The names of many streets and palaces have been altered; for instance, the historical Palace of the Tauride being now called the Autirzky Palace, after the Communist killed in 1918. The Nevsky Perspective, the Piccadilly of Petrograd, is known as the Street of October 25, date of the Usurpation of Power by the Bolsheviki; Tzarskoe-Selo, the palace inhabited by the Imperial Family to the day of their departure to Siberia, now bears the name of Dietzkoe-Selo — and so on.

Hideous plaster monuments have been erected all over the city to the memory of the ‘Fathers of Revolutions’: Lassalle, Karl Liebknecht, Rosa Luxembourg,Volodarsky. Amonument was dedicated at one time to Sophie Perowsky, who had taken part in the murder of Alexander II; but it was removed on account of the effect it produced on passers-by!

As the painters and sculptors at the service of the Soviets are peasants or workmen who indulge in futurist and cubist dreams, disastrous results may easily be imagined. The former court poet, Macakovsky, having glorified the Communist Paradise in his last poems, is greatly appreciated by the Bolsheviki.

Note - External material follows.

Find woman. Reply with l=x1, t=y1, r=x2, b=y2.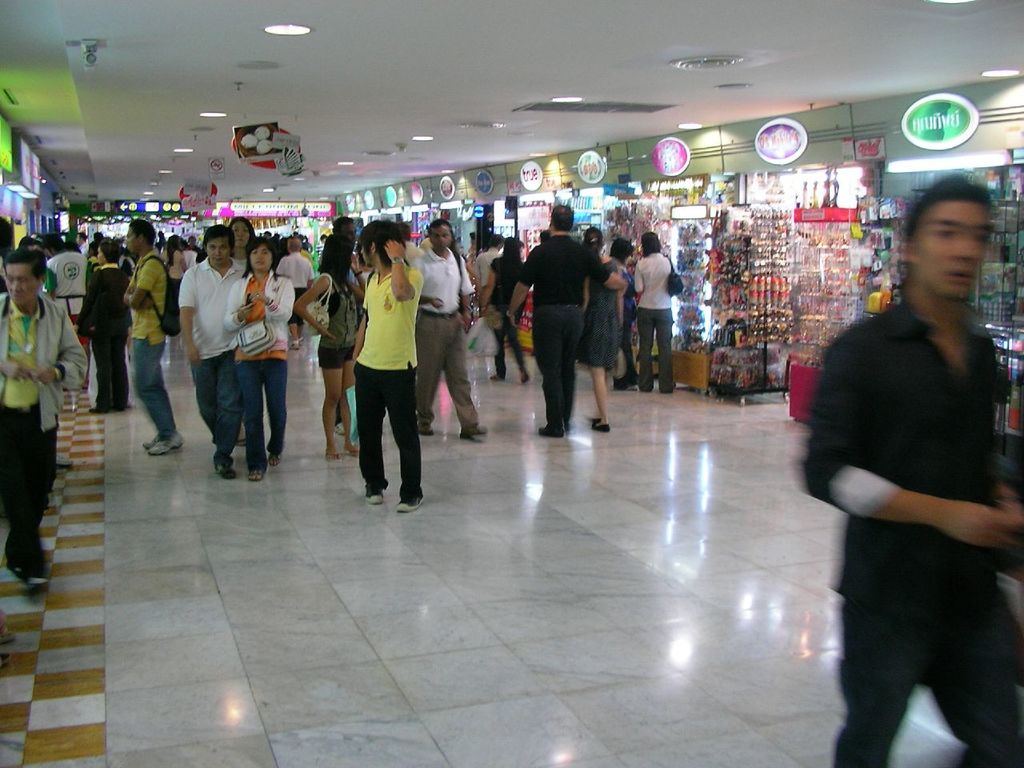
l=335, t=221, r=431, b=517.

The ‘Marsovo Pole,’ or parade ground, where the statue of Souvoroff still dominates the great empty space formerly used for so many brilliant military pageants, has become the modern Pantheon, where all the heroes of the Revolution are buried. It is in a deplorable state — all mud and dirt. The town itself is filthy, and, as regards sanitary measures, the situation is appalling. Houses are never repaired, owing to lack of material; it is impossible, for instance, to get nails. Most of the water-pipes have burst on account of insufficient heating, all the wooden houses, boats, neighboring forests, having already been used as fuel! The rubbish is thrown out of the windows into the streets, and the system of canalization is more than primitive, with disgusting effects. Houses, stairs, courtyards are all in the dirtiest condition; as there are no porters or menservants, the cleaning is supposed to be done by the overworked population, the greater part of whom are unaccustomed to these operations. The result is appalling; I need not dilate upon these lamentable circumstances.

During the whole winter, the temperature inside the houses never rises above zero; therefore the inhabitants are compelled constantly to wear their coats and keep on their hats. They have to write with woolen gloves, of which the fingers have been cut off. No one undresses to go to bed. No one washes more than once a week, on account of the cold, or puts on clean clothes more than twice a month, owing to the high price of soap. Lice and vermin— those foul sources of epidemics — abound, especially in the hospitals, public baths, schools, trams.

The mortality is incredible at Petrograd. The population is decimated by typhoid, Spanish influenza, dysentery, cholera, and, principally, hunger. In 1917 Petrograd numbered 2,440,000 inhabitants, and, in 1920, 705,000. Naturally, the emigration and the executions must be taken into account.

The state of the hospitals is terrible: patients are constantly refused admission, and die at the very doors; wounded soldiers were not always taken in during the last period of fighting. The medical staffs do not escape epidemics, any more than the rest of the population. There are hardly any medicines, and only one thermometer for 200 patients; castor oil, soda, and anæsthetics are not to be obtained at all; not a single public bath is fit to be used, and the lavatories can only be termed filthy sinks.

The deadhouses are always full of corpses, and there are no coffins or means of conveying them to the cemeteries. The nurses are coarse and have no training; they usually rob their patients, steal hospital property, and lead immoral lives.

People inhabiting provincial towns have often told me that the whole country is subject to the same terrible conditions as the capital.

These are, regarding life in the ‘Communist, Paradise,’ the few personal impressions I wished to put before the civilized world.

  1. Translated from the Russian by Nadejda Stancioff. The author is the mother of the celebrated General Wrangel.